Monday, May 09, 2005

If we really had declared war on an abstract noun, this mad bomber would be on the FBI's Most Wanted Terrorists List

"Cuban Exile Could Test U.S. Definition of Terrorist"
- New York Times
- 9 May 2005

After reading that Times article, look at the FBI's Most Wanted Terrorists List and you will see from the pictures and the names that anti-Castro terrorists simply don't come close to meeting the FBI's stringent and homogenous ethnic criteria for "terrorists." I guess the message is that you can blow up Cuban airliners with impugnity. If Luis Posada Carriles, who is known to be in the United States, is granted asylum in order to shore up the Bushies' political stronghold in South Florida, then the whole world will know that the "War on Terror" is just another convenient fiction of an administration that has no problems in twisting facts to match its desires.

2 comments:

True Blue Liberal said...

I was sort of surprised when I looked up this list. I had expected that they would have been smart enough to add ONE Irishman or Basque or White Supremacist From Utah just to give the [false] impression that this was an even-handed War on a Abstract Noun rather than a Crusade against people named Abdul and Mohammed.

True Blue Liberal said...

Francesca, spoken like someone who has taught in America recently.

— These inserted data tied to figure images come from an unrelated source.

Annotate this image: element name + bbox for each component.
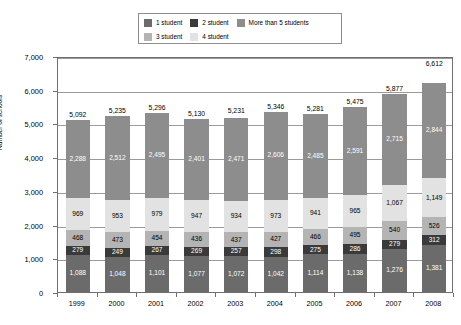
bar-group-2007[interactable]: 1,2762795401,0672,7155,877 xyxy=(382,94,407,292)
bar-segment[interactable]: 2,715 xyxy=(382,94,407,186)
bar-segment[interactable]: 947 xyxy=(184,200,209,232)
bar-segment[interactable]: 1,101 xyxy=(145,255,170,292)
bar-segment[interactable]: 979 xyxy=(145,198,170,231)
bar-segment[interactable]: 1,077 xyxy=(184,256,209,292)
bar-segment-value-label: 1,088 xyxy=(70,270,87,277)
bar-segment[interactable]: 286 xyxy=(343,244,368,254)
bar-segment[interactable]: 298 xyxy=(264,247,289,257)
y-tick-label: 3,000 xyxy=(25,187,44,196)
bar-segment-value-label: 1,072 xyxy=(228,271,245,278)
bar-segment[interactable]: 2,485 xyxy=(303,114,328,198)
x-tick-mark xyxy=(374,293,375,297)
bar-segment[interactable]: 468 xyxy=(66,230,91,246)
bar-group-2004[interactable]: 1,0422984279732,6065,346 xyxy=(264,112,289,292)
bar-segment[interactable]: 267 xyxy=(145,246,170,255)
bar-segment[interactable]: 941 xyxy=(303,198,328,230)
bar-group-2003[interactable]: 1,0722574379342,4715,231 xyxy=(224,118,249,292)
legend-row: 1 student2 studentMore than 5 students xyxy=(144,17,336,29)
bar-segment[interactable]: 466 xyxy=(303,229,328,245)
y-tick-label: 1,000 xyxy=(25,255,44,264)
bar-segment-value-label: 257 xyxy=(231,248,242,255)
bar-segment[interactable]: 269 xyxy=(184,247,209,256)
bar-segment-value-label: 1,077 xyxy=(188,271,205,278)
bar-segment[interactable]: 969 xyxy=(66,198,91,231)
bar-segment[interactable]: 2,606 xyxy=(264,112,289,200)
bar-segment-value-label: 275 xyxy=(310,247,321,254)
legend-swatch-icon xyxy=(190,33,198,41)
bar-segment[interactable]: 427 xyxy=(264,232,289,246)
x-tick-mark xyxy=(57,293,58,297)
bar-segment[interactable]: 249 xyxy=(105,248,130,256)
bar-segment[interactable]: 2,844 xyxy=(422,83,447,179)
bar-segment-value-label: 1,048 xyxy=(109,271,126,278)
bar-segment[interactable]: 279 xyxy=(66,246,91,255)
bar-segment[interactable]: 312 xyxy=(422,235,447,246)
legend-swatch-icon xyxy=(237,19,245,27)
x-tick-label-2008: 2008 xyxy=(425,299,441,308)
bar-segment[interactable]: 279 xyxy=(382,240,407,249)
bar-segment[interactable]: 953 xyxy=(105,200,130,232)
bar-segment-value-label: 1,101 xyxy=(149,270,166,277)
x-tick-mark xyxy=(255,293,256,297)
bar-segment-value-label: 1,114 xyxy=(307,270,323,277)
y-tick-label: 2,000 xyxy=(25,221,44,230)
bar-segment[interactable]: 2,495 xyxy=(145,113,170,197)
bar-segment[interactable]: 1,072 xyxy=(224,256,249,292)
bar-segment-value-label: 249 xyxy=(112,249,123,256)
bar-segment-value-label: 540 xyxy=(389,227,400,234)
bar-segment[interactable]: 1,088 xyxy=(66,255,91,292)
bar-segment-value-label: 973 xyxy=(270,213,281,220)
bar-segment[interactable]: 275 xyxy=(303,245,328,254)
x-tick-label-2001: 2001 xyxy=(148,299,164,308)
bar-segment-value-label: 2,591 xyxy=(347,148,364,155)
bar-group-2005[interactable]: 1,1142754669412,4855,281 xyxy=(303,114,328,292)
bar-segment-value-label: 979 xyxy=(151,211,162,218)
x-tick-mark xyxy=(176,293,177,297)
bar-segment[interactable]: 495 xyxy=(343,227,368,244)
bar-segment[interactable]: 1,138 xyxy=(343,254,368,292)
bar-segment[interactable]: 1,042 xyxy=(264,257,289,292)
bar-segment[interactable]: 526 xyxy=(422,217,447,235)
bar-segment[interactable]: 473 xyxy=(105,232,130,248)
bar-segment-value-label: 454 xyxy=(151,235,162,242)
x-tick-mark xyxy=(413,293,414,297)
bar-group-2002[interactable]: 1,0772694369472,4015,130 xyxy=(184,119,209,292)
bar-segment[interactable]: 437 xyxy=(224,232,249,247)
bar-segment[interactable]: 934 xyxy=(224,201,249,232)
legend-item-2-student[interactable]: 2 student xyxy=(190,19,228,27)
bar-group-2001[interactable]: 1,1012674549792,4955,296 xyxy=(145,113,170,292)
bar-segment[interactable]: 1,114 xyxy=(303,254,328,292)
legend-item-more-than-5-students[interactable]: More than 5 students xyxy=(237,19,309,27)
bar-segment[interactable]: 973 xyxy=(264,200,289,233)
bar-segment[interactable]: 2,591 xyxy=(343,107,368,194)
bar-total-label: 6,612 xyxy=(426,60,443,67)
bar-segment[interactable]: 257 xyxy=(224,247,249,256)
bar-segment[interactable]: 2,512 xyxy=(105,116,130,201)
bar-segment[interactable]: 1,048 xyxy=(105,257,130,292)
bar-segment[interactable]: 1,381 xyxy=(422,245,447,292)
bar-segment-value-label: 1,381 xyxy=(426,265,443,272)
bar-segment[interactable]: 2,401 xyxy=(184,119,209,200)
bar-segment[interactable]: 2,288 xyxy=(66,120,91,197)
bar-segment[interactable]: 540 xyxy=(382,221,407,239)
bar-segment-value-label: 2,715 xyxy=(386,136,403,143)
bar-total-label: 5,296 xyxy=(148,104,165,111)
bar-segment[interactable]: 454 xyxy=(145,231,170,246)
bar-segment-value-label: 298 xyxy=(270,249,281,256)
bar-group-2006[interactable]: 1,1382864959652,5915,475 xyxy=(343,107,368,292)
bar-segment[interactable]: 2,471 xyxy=(224,118,249,201)
bar-segment[interactable]: 436 xyxy=(184,232,209,247)
bar-group-2008[interactable]: 1,3813125261,1492,8446,612 xyxy=(422,83,447,292)
bar-segment-value-label: 437 xyxy=(231,237,242,244)
legend-item-1-student[interactable]: 1 student xyxy=(144,19,182,27)
legend-item-4-student[interactable]: 4 student xyxy=(190,33,228,41)
bar-total-label: 5,235 xyxy=(109,107,126,114)
bar-segment[interactable]: 1,067 xyxy=(382,185,407,221)
bar-group-1999[interactable]: 1,0882794689692,2885,092 xyxy=(66,120,91,292)
bar-segment-value-label: 969 xyxy=(72,211,83,218)
bar-segment[interactable]: 965 xyxy=(343,195,368,228)
bar-segment[interactable]: 1,276 xyxy=(382,249,407,292)
legend-item-3-student[interactable]: 3 student xyxy=(144,33,182,41)
bar-group-2000[interactable]: 1,0482494739532,5125,235 xyxy=(105,116,130,292)
bar-segment[interactable]: 1,149 xyxy=(422,178,447,217)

I'm actually more impressed that our grammatically-challenged visitor feels that liberals should be labeled "terrorists" for their thoughts when we have illiberal domestic armies claiming god's orders to kill physicians and blow up family planning clinics, but none of them are showing up on the FBIs "terrorist" list.

Does the "War on Terror" have any meaning left? Even the "War on Drugs" declared "war" on a concrete object rather than an abstract concept.